US Senators and states act against generics deals

by | 4th Feb 2011 | News

US Senators and state Attorneys General have launched new bids to ban “pay-for-delay” deals between brand-name and generic drugmakers.

US Senators and state Attorneys General have launched new bids to ban “pay-for-delay” deals between brand-name and generic drugmakers.

Republican Chuck Grassley and Democrat Herb Kohl have reintroduced into the Senate their Preserve Access to Affordable Generics Act – which would presume such deals to be illegal and give the Federal Trade Commission (FTC) authority to stop them – while 32 state Attorneys General are urging the Supreme Court to review whether such deals violate state and federal antitrust laws.

A compromise version of the Kohl/Grassley bill passed the Senate Judiciary Committee in late 2009 and was included in the Financial Services and General Government Appropriations bill reported out of the upper house’s Appropriations Committee last year. However, final passage of the bill stalled when the House and Senate failed to agree on an Omnibus Appropriations package in December.

The Congressional Budget Office (CBO) estimated recently that the federal government could save $2.68 billion over ten years, should this bill become law.

Meantime, California’s recently-elected Attorney General Kamala Harris has filed a friend-of-the-court (amicus) brief in a Supreme Court case that seeks to end pay-for-delay agreements. AG Harris’s brief, which has been signed by 31 other AGs, supports a private antitrust lawsuit filed by direct purchasers of Bayer’s antibiotic Cipro (ciprofloxaxin) – including large drug wholesalers, pharmacies, unions and health care plans – and concerns allegations that Bayer paid generic drugmakers $400 million in exchange for agreements not to market their versions of the drug.

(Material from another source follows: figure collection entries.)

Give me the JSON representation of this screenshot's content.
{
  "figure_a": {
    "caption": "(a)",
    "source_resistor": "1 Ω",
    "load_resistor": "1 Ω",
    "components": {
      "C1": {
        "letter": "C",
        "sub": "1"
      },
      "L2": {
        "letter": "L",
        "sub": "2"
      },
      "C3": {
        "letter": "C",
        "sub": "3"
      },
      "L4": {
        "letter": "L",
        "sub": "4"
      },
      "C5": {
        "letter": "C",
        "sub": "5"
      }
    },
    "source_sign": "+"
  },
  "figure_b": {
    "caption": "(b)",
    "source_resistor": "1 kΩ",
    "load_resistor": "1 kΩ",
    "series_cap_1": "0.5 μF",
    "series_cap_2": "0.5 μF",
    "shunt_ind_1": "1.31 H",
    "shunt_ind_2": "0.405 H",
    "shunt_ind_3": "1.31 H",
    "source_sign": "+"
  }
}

In 1997, several generic companies sought approval from the Food and Drug Administration (FDA) to market generic versions of Cipro, a product which was bringing Bayer around $1 billion in annual sales. Bayer sued the generics firms for patent infringement, and then paid them $400 million under the cover of settling the patent litigation, with the companies agreeing not to market generic versions of Cipro for six years, says AG Harris’s office. In 2000, class-action lawsuits were filed in New York on behalf of consumers against Bayer, as well as the companies with which it entered pay-for-delay agreements, including Barr Laboratories, Watson Pharmaceuticals, Hoechst Marion Roussel and the Rugby Group. The rulings in those suits allowed drug companies to pay one another not to compete if done in the context of settling patent litigation, even if the patents involved were not necessarily valid or infringed upon.

Brand-name and generic drugmakers routinely enter into settlement agreements to end patent litigation but, until 2005, none of them included pay-for-delay provisions – companies had assumed such agreements violated antitrust law, the Senators point out. However, in 2005 three appeal court decisions allowing such deals changed all that, and in the following four years, 63 out of 194 patent settlements included payments to delay generic competition.

2009 saw a record 19 such deals and then, last August, the Federal Trade Commission (FTC) told a hearing of the House Judiciary Committee subcommittee that, according to preliminary figures, there had been 21 brand-generic settlements involving some sort of compensation in the first nine months of fiscal year 2010, more than any prior full fiscal year, and protecting $9 billion in prescription drug sales.

“At the same time, the settlement filings confirm that brand and generic companies can settle their disputes without brand companies paying their generic competitors not to compete. 75% of all final patent settlements – 63 – did not involve compensation from the brand company to the generic combined with a delay in generic entry,” FTC chairman Commissioner Jon Leibowitz told the panel.

The FTC has repeatedly said that stopping pay-for-delay deals is one of its top priorities, and that doing so would save consumers at least $35 billion over the next ten years, plus around $12 billion for the federal government, which pays approximately one-third of all prescription drug costs.